But no, really: why submit to magazines you don’t read? Are you a prostitute? What will it gain you in the end?
Unfortunately, making physically nice books will only be a niche within a niche. Publishers are more likely to resort to expedients like selling autographed copies, or editions with the buyer’s picture on the cover.
Thoughts?
An excerpt of Eugene Marten’s next novel, Firework, forthcoming 2010 from Tyrant Books, is up now at the Brooklyn Rail.
Checked in with the Faster Times Books Page lately?
Clancy Martin has been writing a column about love and lying.
Lincoln Michel will add monsters to any classic novel or novels of your choice, if you are willing to pay him to do it.
And Rozi Jovanovic has interviewed J.A. Tyler of Mud Luscious press.
‘experimental’ is often overused and really doesn’t mean much to readers / writers anymore because of its constant use. for me, it means something that I haven’t seen before, something that hits me as profoundly different – that is why I tend towards describing our work as violent / beautiful / pulsing – I want a text that shatters, that buries me in its lines. and I suppose too that I use ‘experimental’ or sometimes ‘innovative’ in order to scare away the exposition-heavy writers, those who spoon-feed actions / events as if readers are not smart enough to discover what a text is doing. I look to the work of james chapman as well as his fugue state books, jesse ball and blake butler, those writers who aren’t afraid to omit the narrative details in favor of descriptive tones and overall voice, those works that reach into me without pandering, hand-holding, without guiding me as if I am blind.
Big fun. Don’t miss it.
Inspired by 300+ comments thread on Blake Butler’s now-infamous “James Joyce Does Not Exist” post, Kyle Minor and I had a critical conversation about Joshua Cohen’s A Heaven of Others. It’s up at the Rumpus as of this morning.
Minor: Reading A Heaven of Others, I felt […] there was that same kind of shock one gets when entering into certain works of Faulkner or Woolf or Joyce, where you simultaneously are thrilled and a little intimidated by the surface, but it doesn’t take long to just fall into it, since the text is teaching you how to read the text. It’s been so long since I’ve discovered a book like that, it feels new, but then one realizes that it’s also old-fashioned, and mourns that it’s old-fashioned.
HTML conceptual art. “…color is a not ready-made object found in a paint set or machine, but rather it is an experience that results from a complex process of light interacting with the retina and human nervous system.”
nicolle elizabeth has two new shits up at wigleaf. i like them both with all my heart.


▶ Work to complete:
Using the data below, output a verbatim copy of the lines between the one holding "Find the location of a" and the one holding "The height and width of the screenshot is (402, 1082).", inclusive, without any pictures.
*** Data section Section Begins ***
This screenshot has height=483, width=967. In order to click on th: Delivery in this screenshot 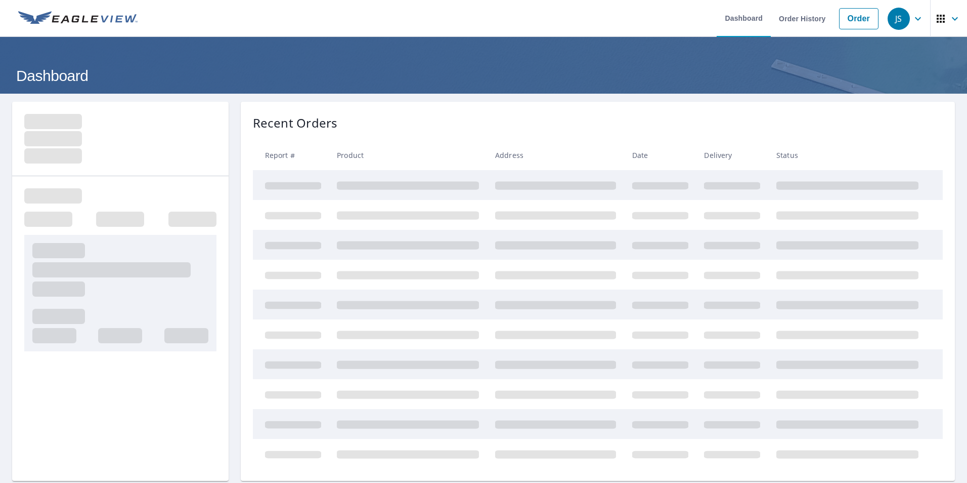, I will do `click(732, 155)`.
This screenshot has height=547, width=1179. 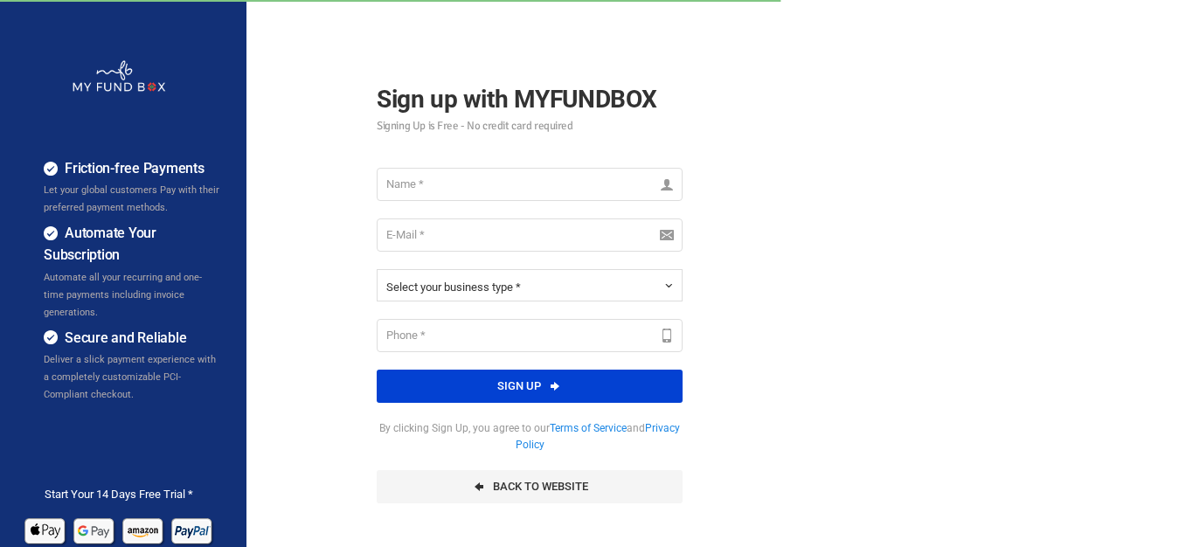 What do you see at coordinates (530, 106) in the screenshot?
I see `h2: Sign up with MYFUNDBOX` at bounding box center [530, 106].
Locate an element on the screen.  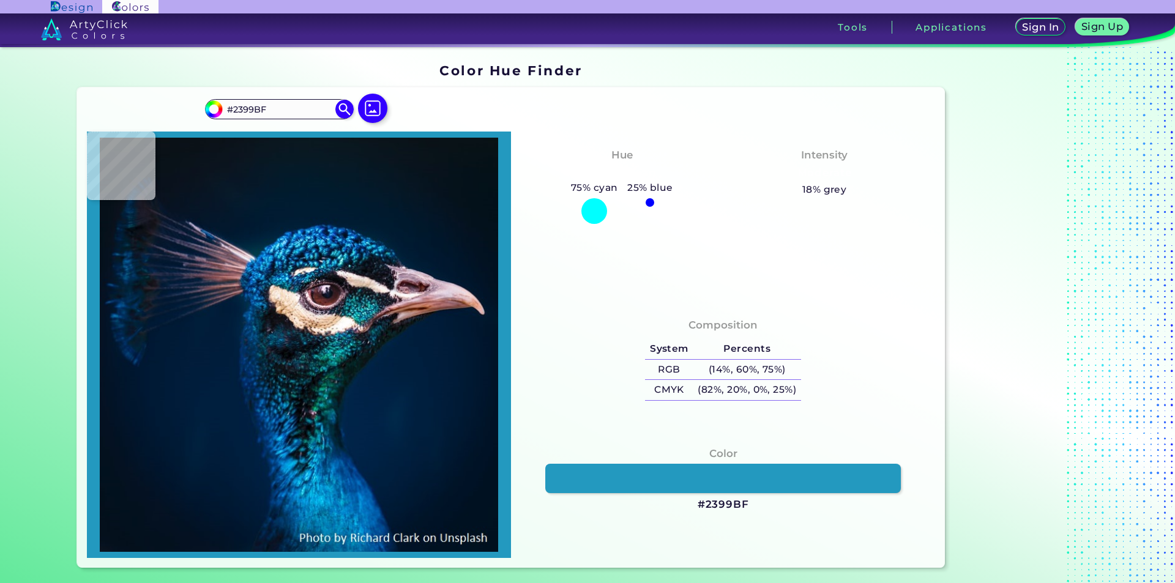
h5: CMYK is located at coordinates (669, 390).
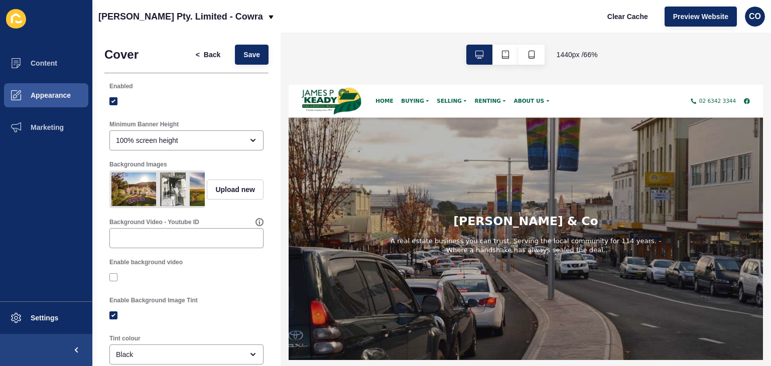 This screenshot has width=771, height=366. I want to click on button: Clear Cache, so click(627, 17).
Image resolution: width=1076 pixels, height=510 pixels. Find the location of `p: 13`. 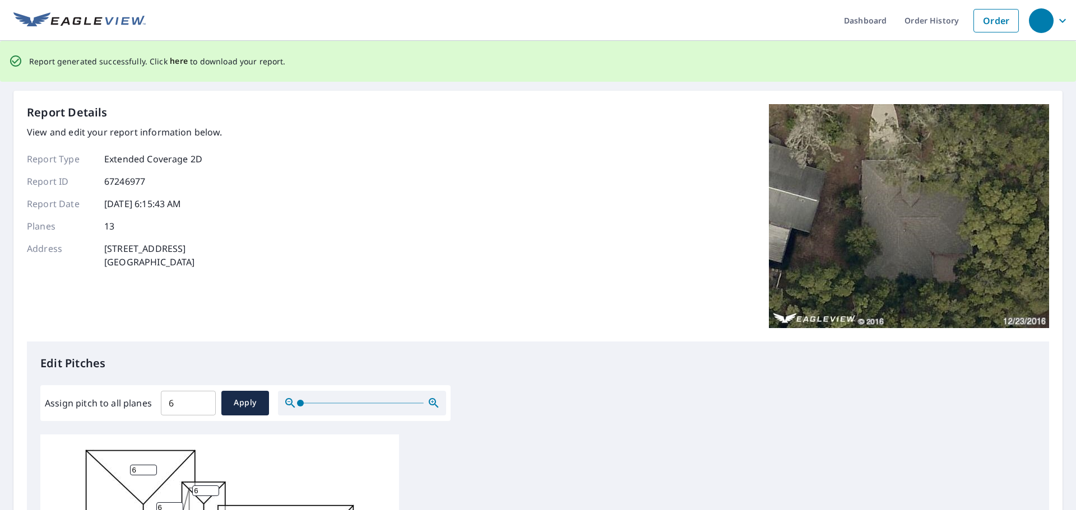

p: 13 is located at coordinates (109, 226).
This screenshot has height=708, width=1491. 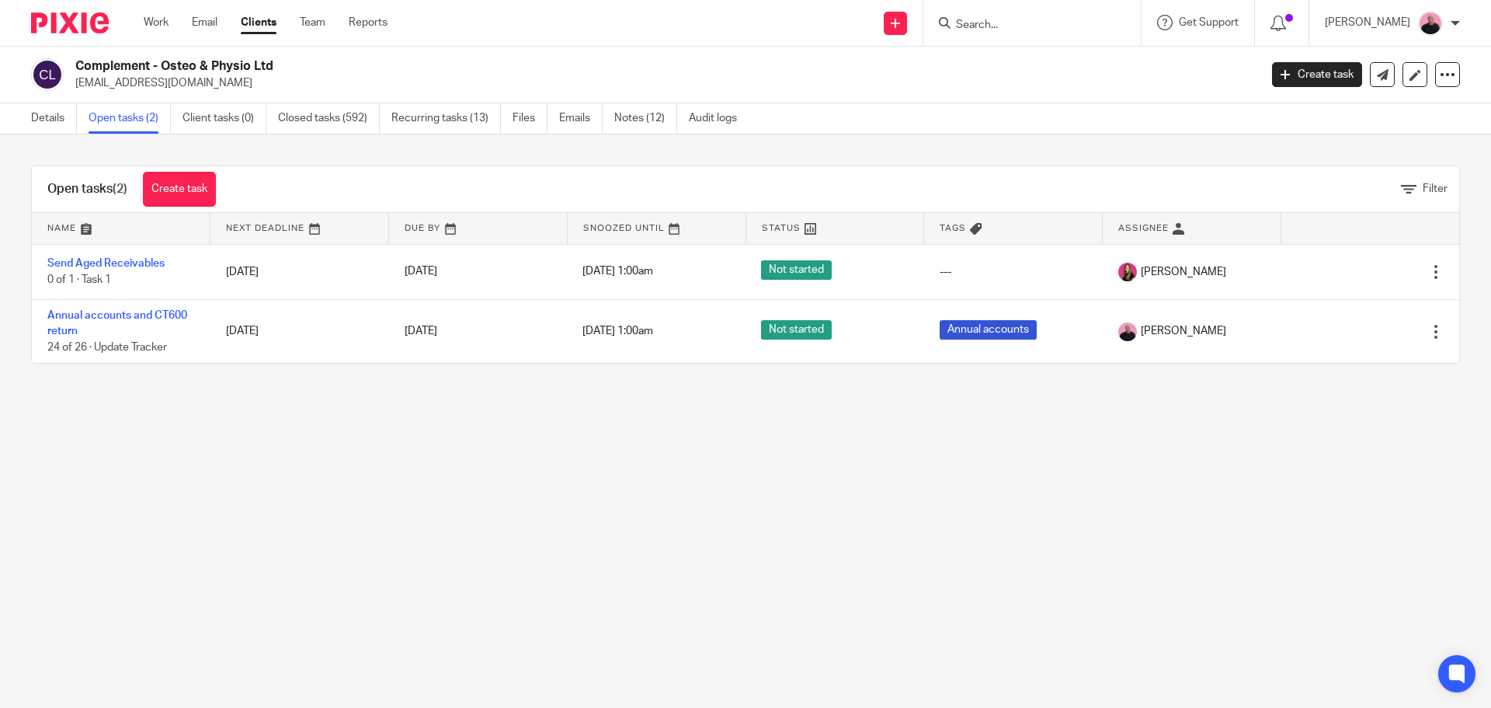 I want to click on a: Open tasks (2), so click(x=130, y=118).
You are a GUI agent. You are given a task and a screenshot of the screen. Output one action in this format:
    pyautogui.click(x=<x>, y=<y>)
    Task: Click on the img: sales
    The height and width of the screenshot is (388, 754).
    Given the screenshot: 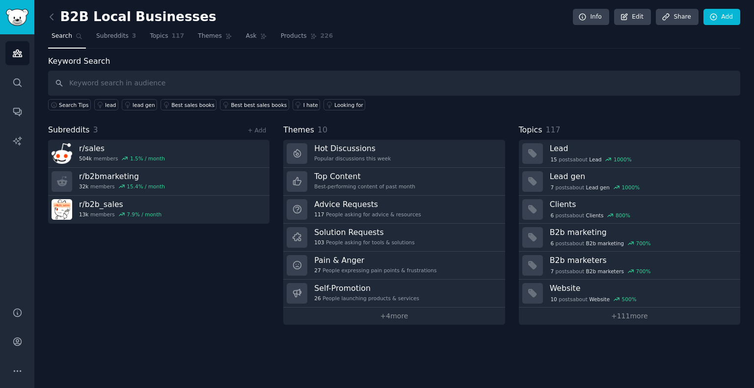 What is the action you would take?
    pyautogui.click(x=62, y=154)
*** Data section Section Ends ***
*** Data section Section Begins ***
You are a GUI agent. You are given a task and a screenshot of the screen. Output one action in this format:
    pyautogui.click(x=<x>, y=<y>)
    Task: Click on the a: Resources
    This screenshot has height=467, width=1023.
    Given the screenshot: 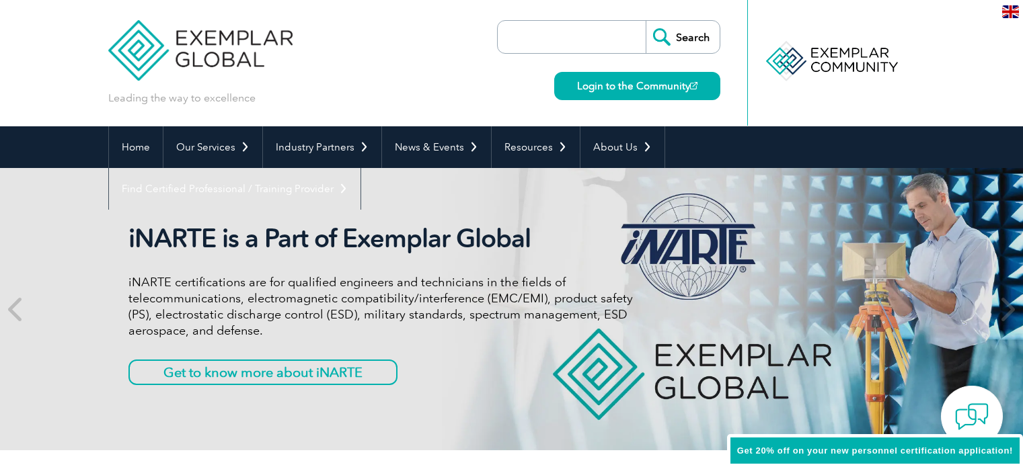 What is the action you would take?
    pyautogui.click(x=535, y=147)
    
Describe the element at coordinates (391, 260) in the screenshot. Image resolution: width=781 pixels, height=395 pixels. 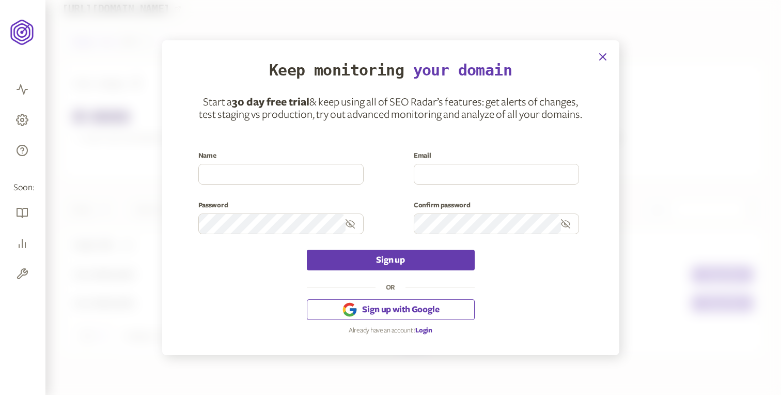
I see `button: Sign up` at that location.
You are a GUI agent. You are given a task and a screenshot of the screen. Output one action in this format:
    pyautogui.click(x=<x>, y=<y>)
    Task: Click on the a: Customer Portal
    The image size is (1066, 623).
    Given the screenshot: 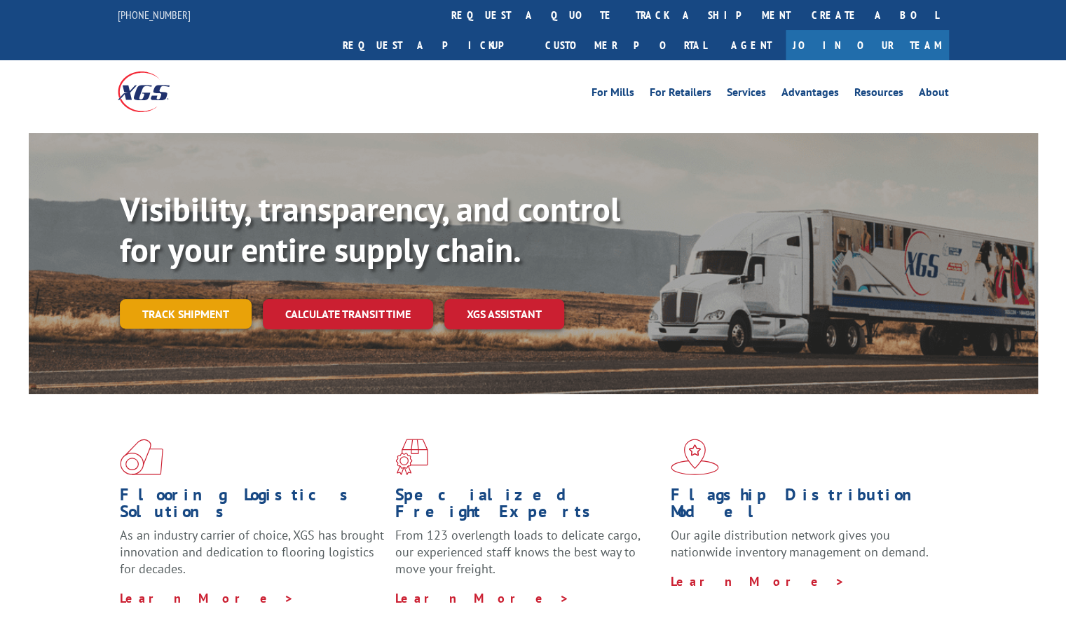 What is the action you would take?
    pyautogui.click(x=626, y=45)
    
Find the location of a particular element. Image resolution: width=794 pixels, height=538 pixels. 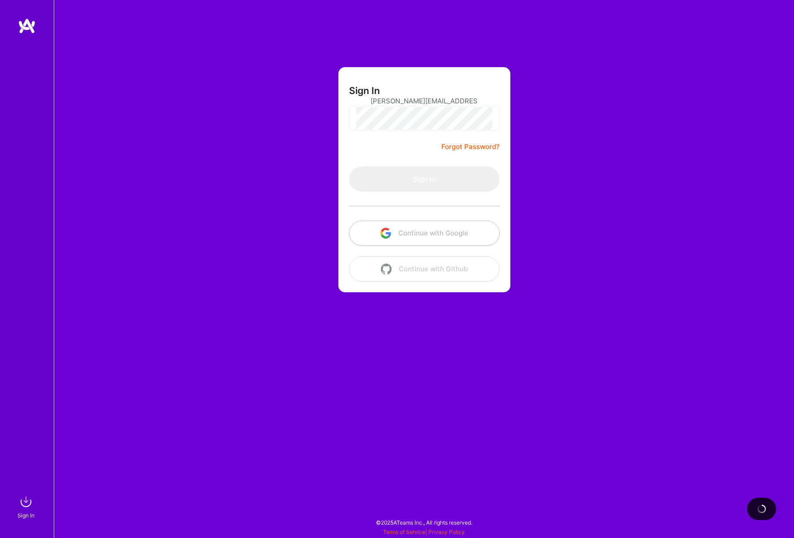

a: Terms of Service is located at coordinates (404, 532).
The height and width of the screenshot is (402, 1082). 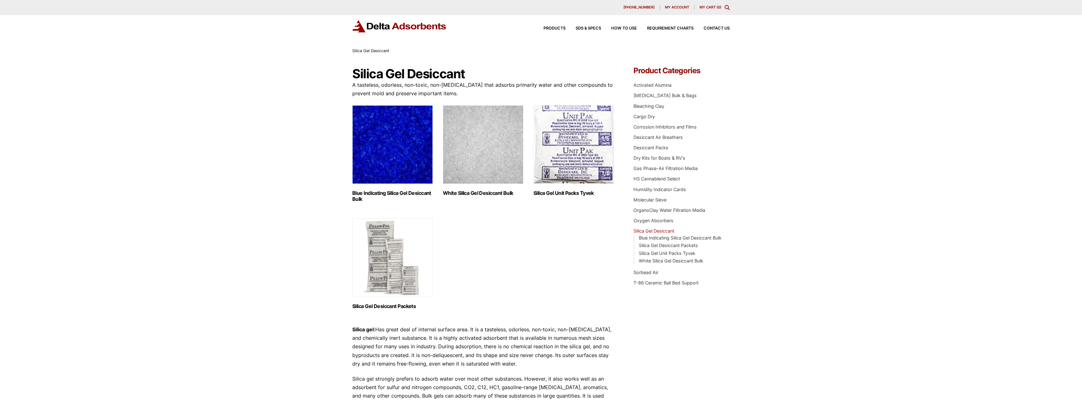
*** Data section Section Ends ***
*** Data section Section Begins ***
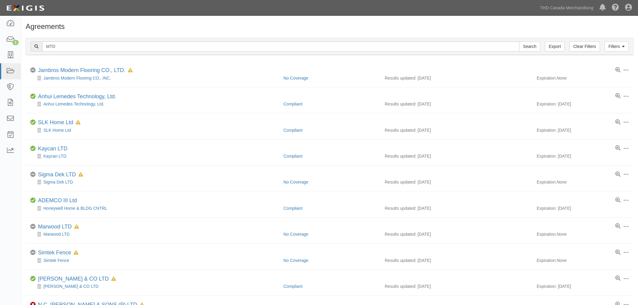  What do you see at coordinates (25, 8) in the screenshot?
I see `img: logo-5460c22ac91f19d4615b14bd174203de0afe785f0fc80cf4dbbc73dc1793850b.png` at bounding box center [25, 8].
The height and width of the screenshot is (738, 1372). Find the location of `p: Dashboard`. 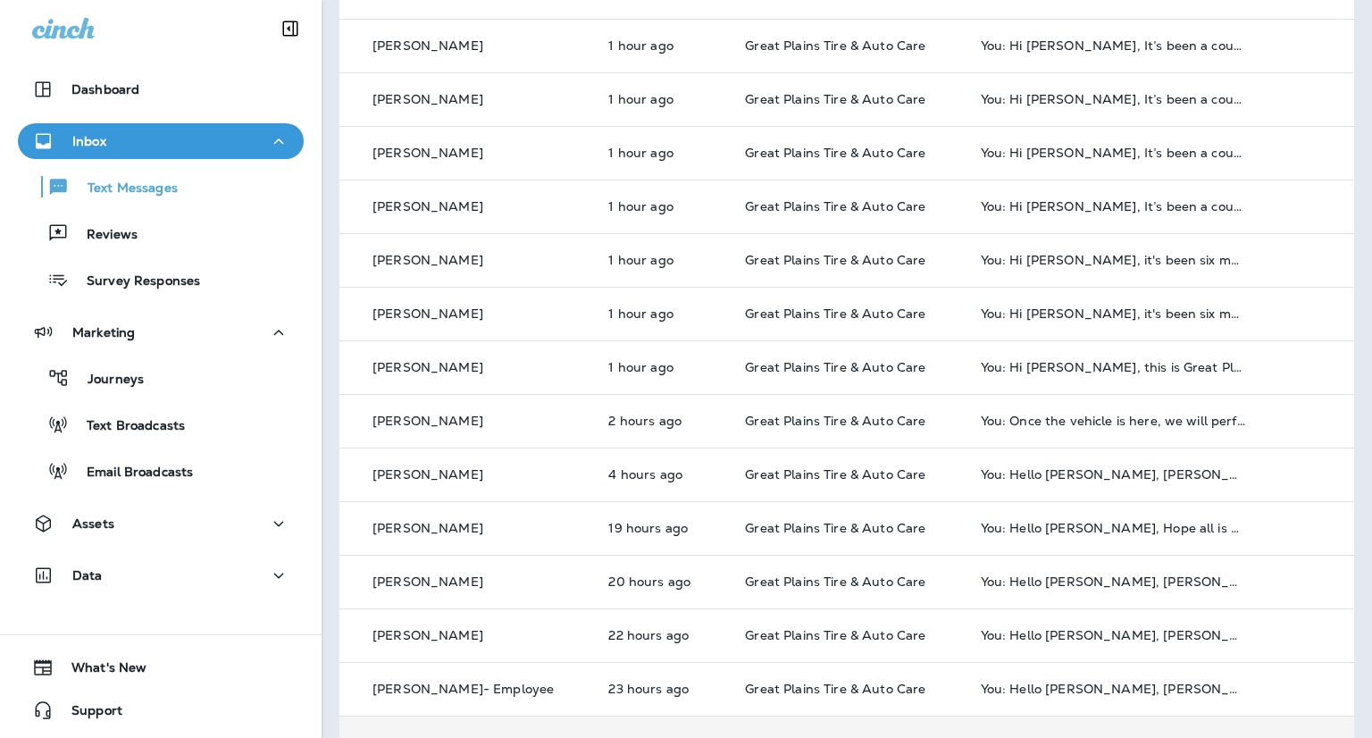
*** Data section Section Ends ***
▶ Response box:
Find the location of a particular element. Image resolution: width=794 pixels, height=538 pixels. 

a: Terms of Service is located at coordinates (404, 532).
The height and width of the screenshot is (402, 1082). 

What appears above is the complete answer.